Science

Researchers warn green product labels can be hard to verify

A review by UTS and Bond University researchers says unclear sustainability labels may leave shoppers paying more without knowing the real impact.

Tom Brennan

By Tom Brennan · Health & Medicine Correspondent

3 min read

Researchers warn green product labels can be hard to verify
Photo: Phys.org

Many sustainability claims on food and consumer goods are difficult for shoppers to check, according to researchers from the University of Technology Sydney and Bond University. Their review says unclear labels can make products look greener than they are and may lead consumers to pay extra without knowing whether the claimed benefit is meaningful.

The researchers examined sustainability labels used on food and consumer products around the world in a paper published in the Journal of Strategic Marketing. UTS marketing professor Natalina Zlatevska said shoppers often use labels as a quick guide in supermarkets, where decisions are made fast and product information can be crowded.

Zlatevska said consumers are trying to choose products with lower environmental impacts, but the labels they see are often hard to interpret. She said shoppers may not be able to tell what a label covers, whether it reflects a substantial benefit or how it compares with claims on similar products.

According to Zlatevska, a sustainability label may apply to only one stage of a product’s life, such as farming, packaging, transport or emissions. That can create a broader impression of environmental responsibility even when the claim is narrow.

Carbon footprint labels can also be difficult to judge, Zlatevska said. A carbon claim may not make clear what was measured, how the figure was calculated or whether it can be fairly compared with another product’s claim.

Risk of paying for unclear claims

The review found a risk that consumers may spend more on products that appear sustainable without knowing what difference the claim represents. Zlatevska gave the example of a can of tuna carrying several sustainability labels, saying the packaging can suggest it is the better choice even if the labels are not clear or comparable.

The researchers said this creates a problem for consumers who want to use their spending to support more sustainable production. Without common standards, labels can work more as signals than as reliable tools for comparison.

Zlatevska said Australia’s sustainability labeling system is largely unregulated, leaving consumers to interpret many different claims without a shared framework. The researchers recommend clearer Australian standards and regulations, along with a more consistent approach to sustainability labeling.

Standardized labels would help shoppers understand what they are buying and compare products more fairly, Zlatevska said. She said Europe is further along in work to standardize sustainability claims and labels, and that Australia could draw lessons from that process.

Call for simpler labels

Bond University researcher Belinda Barton, a collaborator on the review, said industry needs to focus on trust. She said consumers need labels that are clear and simple enough to help them decide, rather than a growing number of claims that create more uncertainty.

Barton said transparent and reliable labels are central to building trust in sustainability claims and food labeling more broadly. Her advice to shoppers was to read sustainability claims closely and avoid assuming that all labels mean the same thing.

The paper, by Natalina Zlatevska and colleagues, is titled “From farm to fork: a systematic review and synthesis of the effect of sustainability related food labels on consumer behaviour.” It was published in the Journal of Strategic Marketing in 2026.

This story draws on original reporting from Phys.org.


#### Goal of the exercise:
Could you return each entry below exactly as written, minus any pictures?

Data for this exercise: Begin

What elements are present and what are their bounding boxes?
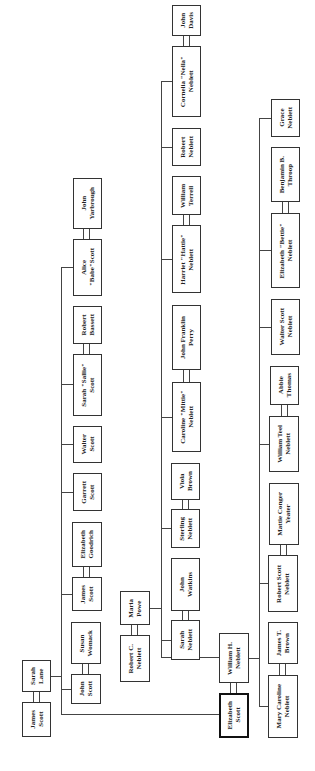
connector-line [61,714,219,715]
person-name: Elizabeth Goodrich [79,530,95,558]
marriage-connector [279,664,286,675]
person-name: Mary Caroline Neblett [275,684,291,728]
person-box-john-davis: John Davis [172,5,201,36]
person-box-john-yarbrough: John Yarbrough [73,178,102,229]
connector-line [161,417,172,418]
person-name: Robert Scott Neblett [275,565,291,603]
person-name: Grace Neblett [278,107,294,129]
connector-line [161,640,171,641]
person-box-elizabeth-neblett: Elizabeth "Bettie" Neblett [271,213,300,288]
person-box-cornelia-neblett: Cornelia "Nella" Neblett [172,46,201,117]
person-name: Elizabeth Scott [226,701,242,729]
person-box-james-scott: James Scott [72,577,102,611]
person-name: John Watkins [178,572,194,597]
marriage-connector [183,36,190,46]
connector-line [61,594,72,595]
person-box-garrett-scott: Garrett Scott [73,473,102,511]
person-box-elizabeth-scott: Elizabeth Scott [219,693,249,738]
person-box-mary-caroline-neblett: Mary Caroline Neblett [268,675,298,738]
connector-line [259,327,271,328]
person-name: Maria Powe [127,599,143,618]
marriage-connector [280,545,287,555]
connector-line [61,689,71,690]
person-name: Cornelia "Nella" Neblett [179,56,195,107]
marriage-connector [83,229,90,239]
person-box-william-teel-neblett: William Teel Neblett [269,416,299,472]
marriage-connector [183,215,190,225]
person-box-walter-scott: Walter Scott [73,426,102,463]
person-box-robert-neblett: Robert Neblett [172,128,201,166]
connector-line [161,81,162,658]
connector-line [150,608,161,609]
person-box-maria-powe: Maria Powe [120,591,150,625]
person-box-mattie-yeater: Mattie Conger Yeater [269,483,299,545]
person-box-john-franklin-perry: John Franklin Perry [172,305,201,370]
marriage-connector [33,692,40,702]
person-name: Walter Scott [80,434,96,455]
person-name: Benjamin B. Throop [278,156,294,193]
connector-line [61,444,73,445]
person-name: William Terrell [179,184,195,208]
person-box-harriet-neblett: Harriet "Hattie" Neblett [172,225,201,293]
connector-line [161,259,172,260]
marriage-connector [282,202,289,213]
person-name: Sarah "Sallie" Scott [80,363,96,407]
connector-line [259,444,269,445]
person-name: William H. Neblett [226,642,242,675]
person-box-john-scott: John Scott [71,674,101,704]
person-name: Abbie Thomas [277,373,293,397]
person-name: Sterling Neblett [178,517,194,541]
marriage-connector [182,611,189,620]
person-name: Robert Neblett [179,136,195,158]
person-box-james-t-brown: James T. Brown [268,622,298,664]
person-box-robert-scott-neblett: Robert Scott Neblett [268,555,298,612]
connector-line [259,706,268,707]
person-box-grace-neblett: Grace Neblett [271,99,300,137]
person-name: Sarah Neblett [178,629,194,651]
person-box-sterling-neblett: Sterling Neblett [171,509,200,548]
person-box-benjamin-throop: Benjamin B. Throop [271,147,300,202]
person-name: Alice "Babe"Scott [80,248,96,286]
connector-line [61,492,73,493]
person-name: Robert Bassett [80,314,96,335]
marriage-connector [131,625,138,635]
marriage-connector [182,500,189,509]
person-name: Viola Brown [178,471,194,491]
person-box-william-terrell: William Terrell [172,176,201,215]
person-name: John Yarbrough [80,187,96,220]
connector-line [259,118,260,707]
connector-line [259,118,271,119]
person-name: Mattie Conger Yeater [276,492,292,536]
connector-line [249,658,259,659]
person-box-walter-scott-neblett: Walter Scott Neblett [271,299,300,355]
marriage-connector [83,567,90,577]
person-name: James Scott [79,585,95,604]
marriage-connector [281,405,288,416]
person-box-william-h-neblett: William H. Neblett [219,633,249,683]
person-box-caroline-neblett: Caroline "Mittie" Neblett [172,382,201,452]
person-box-robert-bassett: Robert Bassett [73,306,102,344]
person-box-sarah-scott: Sarah "Sallie" Scott [73,354,102,416]
marriage-connector [82,664,89,674]
connector-line [61,267,62,715]
person-name: Sarah Lane [29,667,45,685]
marriage-connector [183,370,190,382]
person-name: Walter Scott Neblett [278,308,294,345]
person-box-sarah-neblett: Sarah Neblett [171,620,200,660]
person-name: John Franklin Perry [179,316,195,359]
connector-line [161,147,172,148]
connector-line [259,583,268,584]
person-name: John Davis [179,12,195,29]
marriage-connector [230,683,237,693]
family-tree-diagram: James ScottSarah LaneJohn YarbroughAlice… [0,0,315,771]
person-box-sarah-lane: Sarah Lane [22,660,51,692]
marriage-connector [83,344,90,354]
person-name: John Scott [78,681,94,696]
connector-line [259,250,271,251]
person-box-john-watkins: John Watkins [171,558,200,611]
person-box-james-scott-sr: James Scott [22,702,51,737]
person-name: Harriet "Hattie" Neblett [179,234,195,285]
person-name: Caroline "Mittie" Neblett [179,390,195,444]
person-name: Garrett Scott [80,481,96,504]
person-name: Robert C. Neblett [127,644,143,674]
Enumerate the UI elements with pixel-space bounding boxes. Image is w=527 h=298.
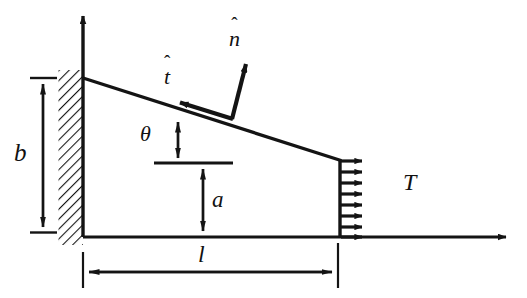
label-traction-T: T xyxy=(403,170,416,194)
figure-canvas: b a l T θ ˆ n ˆ t xyxy=(0,0,527,298)
label-t-hat: ˆ t xyxy=(164,58,170,88)
diagram-svg xyxy=(0,0,527,298)
dimension-b xyxy=(30,78,57,233)
label-b: b xyxy=(14,140,27,165)
label-l: l xyxy=(198,242,205,266)
n-hat-base: n xyxy=(229,28,240,50)
label-n-hat: ˆ n xyxy=(229,20,240,50)
dimension-l xyxy=(83,243,338,288)
traction-arrow-group xyxy=(341,161,362,237)
label-a: a xyxy=(212,188,224,211)
beam-inclined-edge xyxy=(83,78,341,161)
t-hat-base: t xyxy=(164,66,170,88)
wall-hatching xyxy=(59,70,84,245)
n-hat-vector xyxy=(232,64,246,119)
fixed-wall xyxy=(59,70,84,245)
label-theta: θ xyxy=(140,123,151,145)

Data for this exercise: End

#### Response to the task:
What elements are present and what are their bounding boxes?
connector-line [61,714,219,715]
person-name: Elizabeth Goodrich [79,530,95,558]
marriage-connector [279,664,286,675]
person-name: Mary Caroline Neblett [275,684,291,728]
person-box-john-davis: John Davis [172,5,201,36]
person-box-john-yarbrough: John Yarbrough [73,178,102,229]
connector-line [161,417,172,418]
person-name: Robert Scott Neblett [275,565,291,603]
person-name: Grace Neblett [278,107,294,129]
connector-line [161,640,171,641]
person-box-elizabeth-neblett: Elizabeth "Bettie" Neblett [271,213,300,288]
person-box-cornelia-neblett: Cornelia "Nella" Neblett [172,46,201,117]
person-name: Elizabeth Scott [226,701,242,729]
person-box-james-scott: James Scott [72,577,102,611]
person-name: John Watkins [178,572,194,597]
marriage-connector [183,36,190,46]
connector-line [61,594,72,595]
person-box-garrett-scott: Garrett Scott [73,473,102,511]
person-box-elizabeth-scott: Elizabeth Scott [219,693,249,738]
person-box-mary-caroline-neblett: Mary Caroline Neblett [268,675,298,738]
connector-line [259,327,271,328]
person-name: Maria Powe [127,599,143,618]
marriage-connector [280,545,287,555]
connector-line [61,689,71,690]
person-name: Cornelia "Nella" Neblett [179,56,195,107]
marriage-connector [83,229,90,239]
person-box-william-teel-neblett: William Teel Neblett [269,416,299,472]
marriage-connector [183,215,190,225]
person-box-walter-scott: Walter Scott [73,426,102,463]
person-box-robert-neblett: Robert Neblett [172,128,201,166]
connector-line [161,81,162,658]
connector-line [150,608,161,609]
person-box-maria-powe: Maria Powe [120,591,150,625]
person-box-mattie-yeater: Mattie Conger Yeater [269,483,299,545]
person-box-john-franklin-perry: John Franklin Perry [172,305,201,370]
marriage-connector [33,692,40,702]
person-name: Walter Scott [80,434,96,455]
person-name: Benjamin B. Throop [278,156,294,193]
connector-line [61,444,73,445]
person-name: William Terrell [179,184,195,208]
person-box-harriet-neblett: Harriet "Hattie" Neblett [172,225,201,293]
connector-line [161,259,172,260]
marriage-connector [282,202,289,213]
person-name: Sarah "Sallie" Scott [80,363,96,407]
connector-line [259,444,269,445]
person-name: William H. Neblett [226,642,242,675]
person-box-john-scott: John Scott [71,674,101,704]
person-name: Abbie Thomas [277,373,293,397]
person-name: Sterling Neblett [178,517,194,541]
marriage-connector [182,611,189,620]
person-name: Robert Neblett [179,136,195,158]
person-box-james-t-brown: James T. Brown [268,622,298,664]
person-box-robert-scott-neblett: Robert Scott Neblett [268,555,298,612]
connector-line [259,706,268,707]
person-box-grace-neblett: Grace Neblett [271,99,300,137]
person-name: Sarah Neblett [178,629,194,651]
person-box-sterling-neblett: Sterling Neblett [171,509,200,548]
person-box-benjamin-throop: Benjamin B. Throop [271,147,300,202]
person-name: Alice "Babe"Scott [80,248,96,286]
connector-line [61,492,73,493]
person-name: Robert Bassett [80,314,96,335]
marriage-connector [131,625,138,635]
marriage-connector [182,500,189,509]
person-name: Viola Brown [178,471,194,491]
person-box-william-terrell: William Terrell [172,176,201,215]
person-name: John Yarbrough [80,187,96,220]
connector-line [259,118,260,707]
connector-line [259,118,271,119]
person-name: Mattie Conger Yeater [276,492,292,536]
connector-line [249,658,259,659]
person-box-walter-scott-neblett: Walter Scott Neblett [271,299,300,355]
marriage-connector [83,567,90,577]
person-name: James Scott [79,585,95,604]
marriage-connector [281,405,288,416]
person-box-william-h-neblett: William H. Neblett [219,633,249,683]
person-box-caroline-neblett: Caroline "Mittie" Neblett [172,382,201,452]
person-box-robert-bassett: Robert Bassett [73,306,102,344]
person-box-sarah-scott: Sarah "Sallie" Scott [73,354,102,416]
marriage-connector [82,664,89,674]
connector-line [61,267,62,715]
person-name: Sarah Lane [29,667,45,685]
marriage-connector [183,370,190,382]
person-name: Walter Scott Neblett [278,308,294,345]
person-box-sarah-neblett: Sarah Neblett [171,620,200,660]
person-name: John Franklin Perry [179,316,195,359]
connector-line [161,147,172,148]
connector-line [259,583,268,584]
person-name: John Davis [179,12,195,29]
marriage-connector [230,683,237,693]
family-tree-diagram: James ScottSarah LaneJohn YarbroughAlice… [0,0,315,771]
person-box-sarah-lane: Sarah Lane [22,660,51,692]
marriage-connector [83,344,90,354]
person-name: John Scott [78,681,94,696]
connector-line [259,250,271,251]
person-box-john-watkins: John Watkins [171,558,200,611]
person-box-james-scott-sr: James Scott [22,702,51,737]
person-name: Harriet "Hattie" Neblett [179,234,195,285]
person-name: Caroline "Mittie" Neblett [179,390,195,444]
person-name: Garrett Scott [80,481,96,504]
person-name: Robert C. Neblett [127,644,143,674]
Enumerate the UI elements with pixel-space bounding boxes. Image is w=527 h=298.
label-traction-T: T xyxy=(403,170,416,194)
figure-canvas: b a l T θ ˆ n ˆ t xyxy=(0,0,527,298)
label-t-hat: ˆ t xyxy=(164,58,170,88)
diagram-svg xyxy=(0,0,527,298)
dimension-b xyxy=(30,78,57,233)
label-b: b xyxy=(14,140,27,165)
label-l: l xyxy=(198,242,205,266)
n-hat-base: n xyxy=(229,28,240,50)
label-n-hat: ˆ n xyxy=(229,20,240,50)
dimension-l xyxy=(83,243,338,288)
traction-arrow-group xyxy=(341,161,362,237)
label-a: a xyxy=(212,188,224,211)
beam-inclined-edge xyxy=(83,78,341,161)
t-hat-base: t xyxy=(164,66,170,88)
wall-hatching xyxy=(59,70,84,245)
n-hat-vector xyxy=(232,64,246,119)
fixed-wall xyxy=(59,70,84,245)
label-theta: θ xyxy=(140,123,151,145)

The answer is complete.